Roger Lotchin, University of North Carolina professor and author of The Bad City in the Good War: San Francisco, Los Angeles, Oakland, and San Diego, wrote this about the book:
"Church and State in the City is a tour de force by a master historian. It places the Catholic Church at the forefront of an analysis which shows how San Francisco developed a moderate liberal political culture after the 1890s. The story is one of patient consensus building amongst a set of political actors which included the Church, the Communist Party, regular labor unions, business spokesmen, Republicans, Democrats, builders, planners, and neighborhood activists.
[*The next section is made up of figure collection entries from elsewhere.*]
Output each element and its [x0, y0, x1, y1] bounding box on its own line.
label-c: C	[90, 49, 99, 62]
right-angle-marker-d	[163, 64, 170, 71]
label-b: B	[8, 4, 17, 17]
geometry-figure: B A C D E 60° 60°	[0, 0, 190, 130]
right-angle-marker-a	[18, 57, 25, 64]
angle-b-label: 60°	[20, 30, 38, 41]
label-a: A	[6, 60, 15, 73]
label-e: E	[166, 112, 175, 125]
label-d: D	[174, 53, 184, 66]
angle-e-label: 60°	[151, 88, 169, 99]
Issel’s book is especially apt at describing the myriad demographic and cultural forces which formed a new politics that replaced this essentially New Deal politics, post 1980."
Your official invitation to the book talk. The event begins at 6pm in Latino/Hispanic B on the lower level. A book sale and signing will follow the talk.
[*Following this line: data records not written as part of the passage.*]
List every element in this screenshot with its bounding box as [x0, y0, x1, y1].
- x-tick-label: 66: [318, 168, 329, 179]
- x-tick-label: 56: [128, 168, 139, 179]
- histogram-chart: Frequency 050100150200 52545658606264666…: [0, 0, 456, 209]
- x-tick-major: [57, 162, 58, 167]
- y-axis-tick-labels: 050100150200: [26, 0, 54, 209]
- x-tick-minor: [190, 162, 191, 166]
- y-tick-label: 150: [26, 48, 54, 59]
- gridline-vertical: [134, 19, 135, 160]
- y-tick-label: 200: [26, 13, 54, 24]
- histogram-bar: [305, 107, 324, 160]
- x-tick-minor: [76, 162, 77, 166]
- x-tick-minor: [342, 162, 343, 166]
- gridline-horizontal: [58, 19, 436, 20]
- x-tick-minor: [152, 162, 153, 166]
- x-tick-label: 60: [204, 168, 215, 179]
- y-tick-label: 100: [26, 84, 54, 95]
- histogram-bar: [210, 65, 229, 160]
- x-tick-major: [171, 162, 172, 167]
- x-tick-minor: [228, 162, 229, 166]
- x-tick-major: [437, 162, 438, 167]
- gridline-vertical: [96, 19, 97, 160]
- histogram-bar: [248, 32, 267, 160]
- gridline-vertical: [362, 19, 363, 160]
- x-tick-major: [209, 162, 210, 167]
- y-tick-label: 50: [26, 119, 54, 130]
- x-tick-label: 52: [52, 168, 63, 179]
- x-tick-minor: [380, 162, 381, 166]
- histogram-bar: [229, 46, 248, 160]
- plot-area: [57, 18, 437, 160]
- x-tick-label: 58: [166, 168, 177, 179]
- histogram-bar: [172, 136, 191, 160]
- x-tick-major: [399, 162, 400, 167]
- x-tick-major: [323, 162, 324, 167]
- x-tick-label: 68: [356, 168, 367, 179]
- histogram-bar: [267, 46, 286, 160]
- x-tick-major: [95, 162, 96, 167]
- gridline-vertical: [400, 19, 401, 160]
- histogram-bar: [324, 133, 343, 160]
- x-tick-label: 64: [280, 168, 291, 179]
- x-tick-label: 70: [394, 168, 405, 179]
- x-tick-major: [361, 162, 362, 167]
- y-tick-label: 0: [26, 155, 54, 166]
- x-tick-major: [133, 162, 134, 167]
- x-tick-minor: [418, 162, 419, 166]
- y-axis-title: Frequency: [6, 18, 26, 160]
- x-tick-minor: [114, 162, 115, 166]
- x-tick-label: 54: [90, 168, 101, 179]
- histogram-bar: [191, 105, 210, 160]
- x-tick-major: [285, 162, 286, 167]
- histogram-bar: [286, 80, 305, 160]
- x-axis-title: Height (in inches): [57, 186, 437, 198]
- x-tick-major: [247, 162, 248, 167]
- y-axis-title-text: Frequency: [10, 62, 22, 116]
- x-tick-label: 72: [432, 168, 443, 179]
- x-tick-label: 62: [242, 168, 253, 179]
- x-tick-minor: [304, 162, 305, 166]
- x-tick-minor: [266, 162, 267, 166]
Please join us at the Main Library on Tuesday, December 18 when Bill Issel will discuss the complex ways the San Francisco Catholic Church and its lay men and women developed relationships with local businesses, unions, other community groups, and city government, and mobilized on this faith-based vision of the public interest. The San Francisco History Center invited Bill Issel to be our guest blogger so that he could share his inspiration and research for his new book Church and State in the City: Catholics and Politics in 20th Century San Francisco.
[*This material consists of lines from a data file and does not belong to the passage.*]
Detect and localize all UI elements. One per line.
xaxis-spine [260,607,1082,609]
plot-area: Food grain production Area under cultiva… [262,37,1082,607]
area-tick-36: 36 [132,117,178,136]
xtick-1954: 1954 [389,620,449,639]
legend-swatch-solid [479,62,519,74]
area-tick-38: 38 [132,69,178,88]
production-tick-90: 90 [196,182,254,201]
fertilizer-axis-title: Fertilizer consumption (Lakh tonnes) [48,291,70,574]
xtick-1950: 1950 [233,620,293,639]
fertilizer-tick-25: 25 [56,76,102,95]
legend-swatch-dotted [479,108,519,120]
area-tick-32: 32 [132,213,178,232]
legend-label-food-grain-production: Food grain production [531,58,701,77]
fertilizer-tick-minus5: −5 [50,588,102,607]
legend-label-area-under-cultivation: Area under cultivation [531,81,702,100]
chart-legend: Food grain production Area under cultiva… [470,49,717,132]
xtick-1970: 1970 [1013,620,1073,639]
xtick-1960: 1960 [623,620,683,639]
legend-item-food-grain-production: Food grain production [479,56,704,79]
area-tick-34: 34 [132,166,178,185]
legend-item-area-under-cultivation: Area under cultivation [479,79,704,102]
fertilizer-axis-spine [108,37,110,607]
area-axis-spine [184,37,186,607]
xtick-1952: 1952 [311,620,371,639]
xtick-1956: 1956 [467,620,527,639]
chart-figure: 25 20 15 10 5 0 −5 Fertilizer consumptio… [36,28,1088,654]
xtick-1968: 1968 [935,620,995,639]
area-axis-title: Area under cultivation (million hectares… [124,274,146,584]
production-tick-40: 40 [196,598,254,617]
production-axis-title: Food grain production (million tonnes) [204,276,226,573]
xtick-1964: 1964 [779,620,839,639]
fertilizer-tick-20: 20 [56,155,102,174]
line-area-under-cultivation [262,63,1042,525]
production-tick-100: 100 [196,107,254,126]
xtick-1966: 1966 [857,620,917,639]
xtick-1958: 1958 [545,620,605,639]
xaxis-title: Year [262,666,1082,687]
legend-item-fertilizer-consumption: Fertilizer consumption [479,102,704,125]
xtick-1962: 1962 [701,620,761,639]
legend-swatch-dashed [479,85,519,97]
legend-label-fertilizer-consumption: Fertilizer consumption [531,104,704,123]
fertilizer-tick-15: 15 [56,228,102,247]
Researching in the San Francisco History Center - notes from Bill Issel
For historian Bill Issel, the San Francisco History Center was “a home away from home” for many years – first in the Old Main and then after 1996 on the Sixth Floor of the New Main Library. Bill recalls how, with the help of patient and tireless staff members, he and many of his San Francisco State University graduate student research assistants found archival gold in one collection after another as they dug beneath superficial myths and misleading stereotypes to uncover the stories of long-forgotten men and women whose efforts created modern San Francisco. The San Francisco Biography Collection and Freeway subject files in the San Francisco Ephemera Collection; the San Francisco Mayoral Papers; San Francisco Election Returns; and the San Francisco Historical Photographs were some of the most important files that Issel used in researching his new book Church and State in the City: Catholics and Politics in 20th Century San Francisco.
Some of the “untold stories” that Issel and his students uncovered in research for the book came from photographs that corroborated documentary evidence of the competition between Catholics and Communists in San Francisco life from the 1930s to the 1970s. Dramatic examples of this are two photographs from 1935:
Feast of Christ the King, Seals Stadium, 1935 |
Below is the Young Communist League contingent marching up Market Street in the May Day parade.
Young Communist League, May Day, 1935 |
Roger Lotchin, University of North Carolina professor and author of The Bad City in the Good War: San Francisco, Los Angeles, Oakland, and San Diego, wrote this about the book:
"Church and State in the City is a tour de force by a master historian. It places the Catholic Church at the forefront of an analysis which shows how San Francisco developed a moderate liberal political culture after the 1890s. The story is one of patient consensus building amongst a set of political actors which included the Church, the Communist Party, regular labor unions, business spokesmen, Republicans, Democrats, builders, planners, and neighborhood activists. Issel’s book is especially apt at describing the myriad demographic and cultural forces which formed a new politics that replaced this essentially New Deal politics, post 1980."
Your official invitation to the book talk. The event begins at 6pm in Latino/Hispanic B on the lower level. A book sale and signing will follow the talk.